Arabic Music Days (Sponsored Content) | Songlines
Monday, March 7, 2022

Arabic Music Days (Sponsored Content)

Berlin's Pierre Boulez Saal plays host to a week-long festival of Arabic music, art and film

Bechir Gharbi Pierreboulezsaalberlinjakobtillmann JTI0074 (1)

Bechir Gharbi ©Jakob Tillmann

Occasionally history presses the fast forward or rewind button, as happened in Europe this week. Tanks rolling across European borders have revived memories of the Cold War, and nowhere more so than in Berlin, a city now experiencing PTSD-type flashbacks to an age many had thought consigned to history.

Fleeing Ukranians are met at the railway stations by Germans holding placards offering spare rooms in family homes. Berliners, no strangers to welcoming desperate souls displaced by conflict, prefer to call them ‘new arrivals’ not refugees. The talk in the city’s bars is ‘cold showers for Ukraine’ to reduce Germans’ reliance on Putin’s gas.

It was in this context that Berliners beat a path to this year’s Arabic Music Days, a fabulous week-long festival of Arabic music, poetry, painting and film.  Established five years ago by the founder of the Abu Dhabi Music and Arts Foundation (ADMAF), Her Excellency Huda Ebrahim Alkhamis-Kanoo, Arabic Music Days has become a respected fixture in the Berlin music scene.

The venue, the prestigious Pierre Boulez Saal, is a jewel of contemporary auditorium design – its audiences sit in the round, while in the gallery the seats form a gentle elliptical waveform. Intimate and modern, it’s the ideal venue for a conversation about East-West cultural relations.

With bombs raining down two-hours from Berlin, ADMAF’S mission to build bridges of understanding between cultures has never seemed so important. The theme of the festival – trios as forms of human connection and conversation – matched the mood even as events unfolded.

Gharbi Trio

The curator of the 2022 edition of Arabic Music Days, Iraqi oud player Naseer Shamma, had been prevented from appearing at Friday’s sell-out performance at the last minute because of ‘visa problems’. His fellow musicians rallied and hastily improvised a programme of ensemble pieces, a crowd-pleasing showcase of kanun, drums, ney (flute), singing and flamenco guitar.

Saturday’s oud player Bechir Gharbi, whose Gharbi Twins Trio had the audience leaping to their feet in appreciation, had missed his father’s funeral four weeks ago, also for visa reasons. The irony of a festival devoted to building bridges through the arts being upended by visa bureaucracy would have been funny if it wasn’t all too common an experience.

The Gharbi Trio gave a spellbinding, virtuosic performance. These Tunisian brothers had grown up in a musical home, voraciously listening to whichever cassette tapes they could lay their hands on, to absorb and understand all sorts of musical styles. “There is no perfect music” Bechir explained, “music is about exchange, it’s organic, ideas happen when different thoughts meet each other. It’s a language that steps in and takes over when we don’t have any other words.”

The trio’s performance ranged from expressive melody to deep, percussive, rhythmic chant, with Bechir introducing each piece and its genesis. ‘Nomade Tunisien’ evoked a mystical journey by his brother through that country’s mountains and deserts. ‘Murmures’ ranged hypnotically, with rhythms snaking around a ‘conversation’ between Bechir’s oud, Mohammed’s violin and Sami’s kanun. 

Bechir Gharbi teaches music at Abu Dhabi’s Yas school. He is passionate about improving access to music and improving music teaching for children in the Middle East. He’s been asked to advise the UAE Ministry of Education on the curriculum and his enthusiastic belief in the power of music fits neatly with the desire of ADMAF’s founder to support the next generation of musicians. Thanks to ADMAF a whole generation of young people are being gifted opportunities, education and simply the chance to hear and appreciate beautiful music.

The Berlin audience loved it. This is one of the most demanding audiences in the world, and Arabic Music Days trailblazes Arabic music for sophisticated ears and hearts. Thanks to Mrs Kanoo’s persistence, Abu Dhabi is becoming a serious player in this sort of cultural diplomacy in a world that needs it more urgently than ever before.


• Problem description:
Note every line in the entries that contains the string "Pagos", and copy it.

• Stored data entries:
=======

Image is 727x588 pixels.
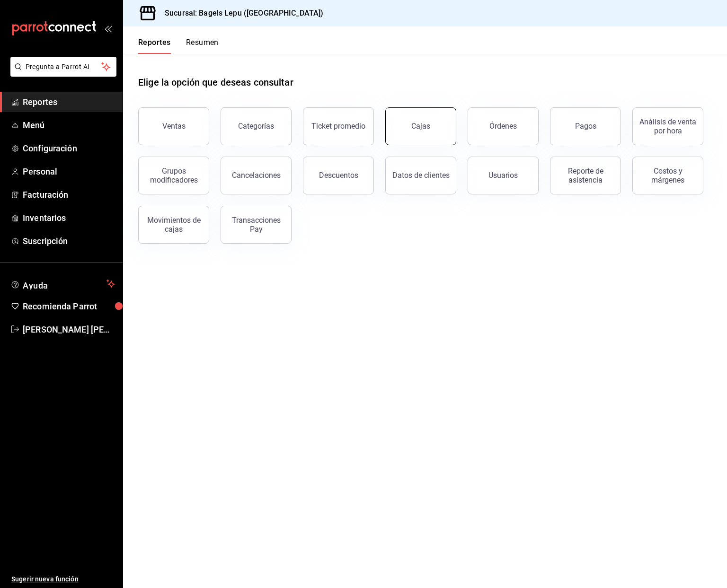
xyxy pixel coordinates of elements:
[550,157,621,194] button: Reporte de asistencia
[468,157,539,194] button: Usuarios
[385,157,456,194] button: Datos de clientes
[303,157,374,194] button: Descuentos
[238,122,274,130] div: Categorías
[104,25,112,32] button: open_drawer_menu
[138,157,210,194] button: Grupos modificadores
[232,171,281,180] div: Cancelaciones
[556,167,615,184] div: Reporte de asistencia
[489,171,517,180] div: Usuarios
[23,188,115,201] span: Facturación
[23,300,115,313] span: Recomienda Parrot
[639,118,697,135] div: Análisis de venta por hora
[550,107,621,145] button: Pagos
[312,122,366,130] div: Ticket promedio
[26,62,101,72] span: Pregunta a Parrot AI
[632,157,703,194] button: Costos y márgenes
[157,8,324,19] h3: Sucursal: Bagels Lepu ([GEOGRAPHIC_DATA])
[385,107,456,145] a: Cajas
[639,167,697,184] div: Costos y márgenes
[632,107,703,145] button: Análisis de venta por hora
[221,206,291,244] button: Transacciones Pay
[23,323,115,335] span: [PERSON_NAME] [PERSON_NAME]
[138,107,210,145] button: Ventas
[7,69,116,78] a: Pregunta a Parrot AI
[23,119,115,131] span: Menú
[411,121,431,132] div: Cajas
[144,216,203,233] div: Movimientos de cajas
[392,171,450,180] div: Datos de clientes
[227,216,285,233] div: Transacciones Pay
[11,574,115,584] span: Sugerir nueva función
[490,122,517,130] div: Órdenes
[11,57,116,77] button: Pregunta a Parrot AI
[23,278,103,289] span: Ayuda
[144,167,203,184] div: Grupos modificadores
[23,142,115,155] span: Configuración
[163,122,186,130] div: Ventas
[138,38,171,54] button: Reportes
[221,157,291,194] button: Cancelaciones
[138,76,294,89] h1: Elige la opción que deseas consultar
[23,235,115,247] span: Suscripción
[303,107,374,145] button: Ticket promedio
[138,206,210,244] button: Movimientos de cajas
[23,211,115,224] span: Inventarios
[221,107,291,145] button: Categorías
[138,38,219,54] div: navigation tabs
[319,171,358,180] div: Descuentos
[186,38,219,54] button: Resumen
[23,165,115,178] span: Personal
[468,107,539,145] button: Órdenes
[575,122,596,130] div: Pagos
[23,95,115,109] span: Reportes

=======

• Output of the task:
[550,107,621,145] button: Pagos
[575,122,596,130] div: Pagos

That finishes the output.